Google's privacy faux pas with Reader

By Elinor Mills on 28 December 2007

Tags: google | facebook | share | people | item | opt | blog | contact | know | number

In its attempts to add social elements to products, is Google pulling a Facebook?

Google Reader has allowed people to share items they are interested in with others since 2006 with hyperlinks, clips on blogs and storing them on a public page that you had to know the URL for to see.

Last week, Google tweaked Google Reader so that your shared items are automatically made available to your Google Talk contacts.

But, as anyone who uses instant messaging knows, not all of your IM contacts are friends. Many are acquaintances or people you barely know and with whom you may not want to share a reading list.

Recently, Facebook was forced to modify its new Beacon ad targeting service that notifies friends in your network when you buy things on sites of Facebook partners. Facebook made that an opt-in feature, however, after consumer groups and Facebook members complained the service violated people's privacy.

Google, too, has been crucified in the blogosphere over its Google Reader change, with bloggers saying the Google Talk contact sharing feature should be opt in, not opt out.

To calm the masses, Google posted an item on the Google Reader Blog that explains the company's reasoning behind the change and tells how to clear the shared-items list and how to tag items to share with a limited number of people.

"We'd hoped that making it easier to share with the people you chat with often would be useful and interesting, but we underestimated the number of users who were using the Share button to send stories to a limited number of people," the blog says.

Danny Sullivan, editor of the Search Engine Land blog, writes: "Frankly, a better solution would be to dump the friends sharing feature until it comes back in a new form, where you specifically and deliberately create a list of contacts that you do want to share material with."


## TASK REQUIREMENTS:
Each of the records that follow needs an exact reproduction.

Recorded data:
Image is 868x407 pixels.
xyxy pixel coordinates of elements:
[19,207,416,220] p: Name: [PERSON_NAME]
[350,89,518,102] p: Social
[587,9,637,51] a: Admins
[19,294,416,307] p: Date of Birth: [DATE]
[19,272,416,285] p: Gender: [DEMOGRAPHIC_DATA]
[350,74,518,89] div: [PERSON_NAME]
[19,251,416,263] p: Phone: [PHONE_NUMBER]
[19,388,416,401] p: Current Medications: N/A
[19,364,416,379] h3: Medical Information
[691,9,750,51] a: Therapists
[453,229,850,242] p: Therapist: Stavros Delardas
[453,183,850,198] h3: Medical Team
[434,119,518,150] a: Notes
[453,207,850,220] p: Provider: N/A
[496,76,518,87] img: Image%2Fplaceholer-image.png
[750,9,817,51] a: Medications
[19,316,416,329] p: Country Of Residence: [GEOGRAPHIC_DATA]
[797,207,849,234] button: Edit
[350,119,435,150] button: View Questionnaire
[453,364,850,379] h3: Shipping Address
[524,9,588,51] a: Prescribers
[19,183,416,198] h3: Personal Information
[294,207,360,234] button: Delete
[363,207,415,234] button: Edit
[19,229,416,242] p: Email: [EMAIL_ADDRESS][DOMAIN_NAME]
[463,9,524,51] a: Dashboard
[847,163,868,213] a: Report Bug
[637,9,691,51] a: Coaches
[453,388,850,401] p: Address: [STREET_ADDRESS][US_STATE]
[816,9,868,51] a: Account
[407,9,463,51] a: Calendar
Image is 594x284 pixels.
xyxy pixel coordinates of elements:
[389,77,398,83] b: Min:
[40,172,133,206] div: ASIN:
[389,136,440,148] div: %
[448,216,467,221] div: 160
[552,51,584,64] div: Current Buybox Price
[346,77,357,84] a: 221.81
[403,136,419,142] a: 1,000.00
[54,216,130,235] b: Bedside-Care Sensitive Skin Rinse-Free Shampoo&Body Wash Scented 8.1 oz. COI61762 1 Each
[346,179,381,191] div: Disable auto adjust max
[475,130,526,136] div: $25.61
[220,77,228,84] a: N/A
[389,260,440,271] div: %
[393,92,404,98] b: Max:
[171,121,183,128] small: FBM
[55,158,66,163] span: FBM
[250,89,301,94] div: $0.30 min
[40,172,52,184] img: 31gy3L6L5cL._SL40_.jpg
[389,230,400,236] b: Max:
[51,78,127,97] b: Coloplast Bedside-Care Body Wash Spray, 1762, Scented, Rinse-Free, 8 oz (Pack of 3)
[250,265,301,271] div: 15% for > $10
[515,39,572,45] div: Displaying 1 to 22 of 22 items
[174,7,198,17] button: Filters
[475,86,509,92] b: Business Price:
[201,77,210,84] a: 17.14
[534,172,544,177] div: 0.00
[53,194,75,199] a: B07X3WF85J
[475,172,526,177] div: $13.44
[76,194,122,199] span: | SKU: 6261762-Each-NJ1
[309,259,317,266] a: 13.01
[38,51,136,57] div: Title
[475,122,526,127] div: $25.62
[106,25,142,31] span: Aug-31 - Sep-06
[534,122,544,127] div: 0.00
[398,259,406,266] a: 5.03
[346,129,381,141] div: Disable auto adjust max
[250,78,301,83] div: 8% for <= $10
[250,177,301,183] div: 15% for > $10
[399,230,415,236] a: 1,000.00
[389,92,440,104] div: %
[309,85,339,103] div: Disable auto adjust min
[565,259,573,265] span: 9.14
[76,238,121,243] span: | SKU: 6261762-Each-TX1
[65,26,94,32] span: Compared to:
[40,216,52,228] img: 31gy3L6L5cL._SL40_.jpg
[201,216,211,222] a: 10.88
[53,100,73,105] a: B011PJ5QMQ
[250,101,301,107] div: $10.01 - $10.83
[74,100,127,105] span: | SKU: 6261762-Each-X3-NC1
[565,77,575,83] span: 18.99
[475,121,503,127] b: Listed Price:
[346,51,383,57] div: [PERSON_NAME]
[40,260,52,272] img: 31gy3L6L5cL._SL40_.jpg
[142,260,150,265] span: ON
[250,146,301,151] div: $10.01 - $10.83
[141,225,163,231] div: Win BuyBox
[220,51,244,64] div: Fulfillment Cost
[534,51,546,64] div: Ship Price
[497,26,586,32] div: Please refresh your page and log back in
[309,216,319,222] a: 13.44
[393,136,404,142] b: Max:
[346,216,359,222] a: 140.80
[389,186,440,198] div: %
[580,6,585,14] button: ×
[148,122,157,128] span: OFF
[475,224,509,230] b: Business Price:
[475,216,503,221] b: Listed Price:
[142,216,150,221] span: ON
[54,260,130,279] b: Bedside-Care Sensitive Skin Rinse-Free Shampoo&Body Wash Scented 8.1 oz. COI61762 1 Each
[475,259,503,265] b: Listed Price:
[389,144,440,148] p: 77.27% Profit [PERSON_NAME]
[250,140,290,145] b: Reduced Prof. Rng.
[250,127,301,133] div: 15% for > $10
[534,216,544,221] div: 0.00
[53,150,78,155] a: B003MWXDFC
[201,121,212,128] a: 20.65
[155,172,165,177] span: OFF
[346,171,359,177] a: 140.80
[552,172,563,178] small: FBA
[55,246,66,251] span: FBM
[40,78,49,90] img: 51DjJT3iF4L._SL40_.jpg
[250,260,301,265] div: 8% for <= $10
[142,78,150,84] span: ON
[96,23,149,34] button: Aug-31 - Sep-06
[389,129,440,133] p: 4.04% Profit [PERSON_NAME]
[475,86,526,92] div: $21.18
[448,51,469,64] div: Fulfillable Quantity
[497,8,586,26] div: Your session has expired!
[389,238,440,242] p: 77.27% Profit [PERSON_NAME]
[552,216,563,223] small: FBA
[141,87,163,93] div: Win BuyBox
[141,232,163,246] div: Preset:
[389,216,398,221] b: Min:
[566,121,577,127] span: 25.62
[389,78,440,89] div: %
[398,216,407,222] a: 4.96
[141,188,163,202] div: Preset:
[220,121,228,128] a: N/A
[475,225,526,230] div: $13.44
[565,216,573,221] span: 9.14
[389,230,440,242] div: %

## RESULT OF THE EXERCISE:
Image is 868x407 pixels.
xyxy pixel coordinates of elements:
[19,207,416,220] p: Name: [PERSON_NAME]
[350,89,518,102] p: Social
[587,9,637,51] a: Admins
[19,294,416,307] p: Date of Birth: [DATE]
[19,272,416,285] p: Gender: [DEMOGRAPHIC_DATA]
[350,74,518,89] div: [PERSON_NAME]
[19,251,416,263] p: Phone: [PHONE_NUMBER]
[19,388,416,401] p: Current Medications: N/A
[19,364,416,379] h3: Medical Information
[691,9,750,51] a: Therapists
[453,229,850,242] p: Therapist: Stavros Delardas
[453,183,850,198] h3: Medical Team
[434,119,518,150] a: Notes
[453,207,850,220] p: Provider: N/A
[496,76,518,87] img: Image%2Fplaceholer-image.png
[750,9,817,51] a: Medications
[19,316,416,329] p: Country Of Residence: [GEOGRAPHIC_DATA]
[797,207,849,234] button: Edit
[350,119,435,150] button: View Questionnaire
[453,364,850,379] h3: Shipping Address
[524,9,588,51] a: Prescribers
[19,183,416,198] h3: Personal Information
[294,207,360,234] button: Delete
[363,207,415,234] button: Edit
[19,229,416,242] p: Email: [EMAIL_ADDRESS][DOMAIN_NAME]
[463,9,524,51] a: Dashboard
[847,163,868,213] a: Report Bug
[637,9,691,51] a: Coaches
[453,388,850,401] p: Address: [STREET_ADDRESS][US_STATE]
[816,9,868,51] a: Account
[407,9,463,51] a: Calendar
Image is 594x284 pixels.
xyxy pixel coordinates of elements:
[389,77,398,83] b: Min:
[40,172,133,206] div: ASIN:
[389,136,440,148] div: %
[448,216,467,221] div: 160
[552,51,584,64] div: Current Buybox Price
[346,77,357,84] a: 221.81
[403,136,419,142] a: 1,000.00
[54,216,130,235] b: Bedside-Care Sensitive Skin Rinse-Free Shampoo&Body Wash Scented 8.1 oz. COI61762 1 Each
[346,179,381,191] div: Disable auto adjust max
[475,130,526,136] div: $25.61
[220,77,228,84] a: N/A
[389,260,440,271] div: %
[393,92,404,98] b: Max:
[171,121,183,128] small: FBM
[55,158,66,163] span: FBM
[250,89,301,94] div: $0.30 min
[40,172,52,184] img: 31gy3L6L5cL._SL40_.jpg
[389,230,400,236] b: Max:
[51,78,127,97] b: Coloplast Bedside-Care Body Wash Spray, 1762, Scented, Rinse-Free, 8 oz (Pack of 3)
[250,265,301,271] div: 15% for > $10
[515,39,572,45] div: Displaying 1 to 22 of 22 items
[174,7,198,17] button: Filters
[475,86,509,92] b: Business Price:
[201,77,210,84] a: 17.14
[534,172,544,177] div: 0.00
[53,194,75,199] a: B07X3WF85J
[475,172,526,177] div: $13.44
[76,194,122,199] span: | SKU: 6261762-Each-NJ1
[309,259,317,266] a: 13.01
[38,51,136,57] div: Title
[475,122,526,127] div: $25.62
[106,25,142,31] span: Aug-31 - Sep-06
[534,122,544,127] div: 0.00
[398,259,406,266] a: 5.03
[346,129,381,141] div: Disable auto adjust max
[250,78,301,83] div: 8% for <= $10
[250,177,301,183] div: 15% for > $10
[399,230,415,236] a: 1,000.00
[389,92,440,104] div: %
[309,85,339,103] div: Disable auto adjust min
[565,259,573,265] span: 9.14
[76,238,121,243] span: | SKU: 6261762-Each-TX1
[65,26,94,32] span: Compared to:
[40,216,52,228] img: 31gy3L6L5cL._SL40_.jpg
[201,216,211,222] a: 10.88
[53,100,73,105] a: B011PJ5QMQ
[250,101,301,107] div: $10.01 - $10.83
[74,100,127,105] span: | SKU: 6261762-Each-X3-NC1
[565,77,575,83] span: 18.99
[475,121,503,127] b: Listed Price:
[346,51,383,57] div: [PERSON_NAME]
[40,260,52,272] img: 31gy3L6L5cL._SL40_.jpg
[142,260,150,265] span: ON
[250,146,301,151] div: $10.01 - $10.83
[141,225,163,231] div: Win BuyBox
[220,51,244,64] div: Fulfillment Cost
[534,51,546,64] div: Ship Price
[497,26,586,32] div: Please refresh your page and log back in
[309,216,319,222] a: 13.44
[393,136,404,142] b: Max:
[346,216,359,222] a: 140.80
[389,186,440,198] div: %
[580,6,585,14] button: ×
[148,122,157,128] span: OFF
[475,224,509,230] b: Business Price:
[475,216,503,221] b: Listed Price:
[142,216,150,221] span: ON
[54,260,130,279] b: Bedside-Care Sensitive Skin Rinse-Free Shampoo&Body Wash Scented 8.1 oz. COI61762 1 Each
[475,259,503,265] b: Listed Price:
[389,144,440,148] p: 77.27% Profit [PERSON_NAME]
[250,140,290,145] b: Reduced Prof. Rng.
[250,127,301,133] div: 15% for > $10
[534,216,544,221] div: 0.00
[53,150,78,155] a: B003MWXDFC
[201,121,212,128] a: 20.65
[155,172,165,177] span: OFF
[346,171,359,177] a: 140.80
[552,172,563,178] small: FBA
[55,246,66,251] span: FBM
[40,78,49,90] img: 51DjJT3iF4L._SL40_.jpg
[250,260,301,265] div: 8% for <= $10
[142,78,150,84] span: ON
[96,23,149,34] button: Aug-31 - Sep-06
[389,129,440,133] p: 4.04% Profit [PERSON_NAME]
[475,86,526,92] div: $21.18
[448,51,469,64] div: Fulfillable Quantity
[497,8,586,26] div: Your session has expired!
[389,238,440,242] p: 77.27% Profit [PERSON_NAME]
[552,216,563,223] small: FBA
[141,87,163,93] div: Win BuyBox
[141,232,163,246] div: Preset:
[389,216,398,221] b: Min:
[566,121,577,127] span: 25.62
[389,78,440,89] div: %
[398,216,407,222] a: 4.96
[141,188,163,202] div: Preset:
[220,121,228,128] a: N/A
[475,225,526,230] div: $13.44
[565,216,573,221] span: 9.14
[389,230,440,242] div: %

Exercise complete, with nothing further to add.